Commentary

Panel-Centric Hybrids

Last week my colleague John Triggs published a fascinating article on the comScore corporate blog.  In it he shared some top-line findings from a comprehensive analysis he's done of comScore's panel-derived audience estimates, with those reported by the two relatively new entrants into the online metrics space, Google Ad Planner and Quantcast. 

I will provide observations on a few of John's points here, but encourage you to get the full story directly from his post.

The Google Ad Planner was announced with much fanfare at the Advertising Research Foundation's Audience Measurement Symposium 3.0 conference in June.  Consumers of audience measurement data generally expect a reasonably high degree of transparency and disclosure with respect to methods, but the Google methodology remains something of a black box, whether we're talking about the source of data collection, the nature of the data (person or machine, server side or client side) or the demographics. Perhaps surprisingly, given Google's access to large volumes of site-centric data via the Google Analytics program, the Google Ad Planner projections for Web site Unique Visitors run, on average, about 56% of those reported by comScore's Media Metrix.   While some people hoped that bigger samples translate into larger audience numbers that are closer to server-side estimates, this comparison shows that this is clearly not the case.

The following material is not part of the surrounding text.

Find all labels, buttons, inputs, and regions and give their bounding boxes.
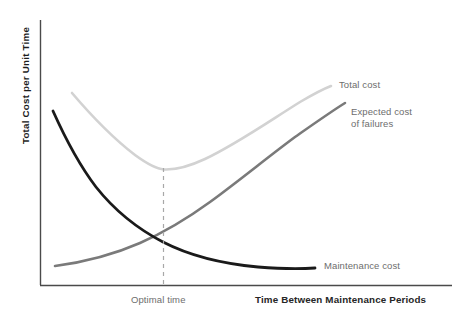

In the ongoing panel-versus-server debate, where publishers are sometimes vexed that panel-centric reach estimates (based on unduplicated persons) are significantly lower than site-centric reach estimates (based on unique unduplicated cookies), the Google estimates have struck many as a puzzlement.  Some have even suggested that the Google Ad Planner is not so much an audience measurement product as it is a planning tool infused with data, designed for helping smaller agencies buy display advertising and increase dollars spent on the Google Content Network.

Quantcast offers the promise of "hybrid" measurement, incorporating site-centric beaconed data along with "panel" data. (I put panel in quotes because it isn't entirely clear what the panel is. There are indications that the panel is in fact machine-level data like ISP data, which I do not consider to be panel data, since machine-level data does not allow you to know which individual in a household is using the computer at any point in time.)  In our analysis, we found, as John's piece notes, in aggregate Quantcast's projections are on average about 97% of the comScore projections.  Of course at a granular level (i.e. for a specific site), significant differences emerge.  The important point is that the implied promise of the Quantcast "hybrid" technique  -- audience counts matching server counts  --  has not, in fact, materialized.  The site-centric estimates of unique audience that run two to three times higher than panel-centric measurement remain, still, the outliers.

Does this mean comScore is dead set against the "hybrid" approach?  Not at all.

In June, we introduced an enhanced methodology for our Video Metrix service, beginning with panel measurement for person behavior; and adding a tagging and beaconing component.  We do this for video in order to account for the many technical differences among measuring video content as compared to traditional page-oriented content, specifically, including (1), identification of multiple video file formats; (2), reconciliation of non-standardized methods of content delivery and distribution; and (3), identification and classification of the specific content viewed.

But Video Metrix is a different kind of hybrid: it is a panel-centric hybrid.  There is no question that machine data and site-centric beaconed data can inform, enrich, and improve audience measurement systems for certain applications.  But as marketers, as publishers, and as researchers, we must keep the person -- the shopper, the buyer, the visitor -- at the center of the model.  That is why I believe in panel-centric measurement as the cornerstone that delivers measurement of the individual -- even when that measurement is a panel-centric hybrid.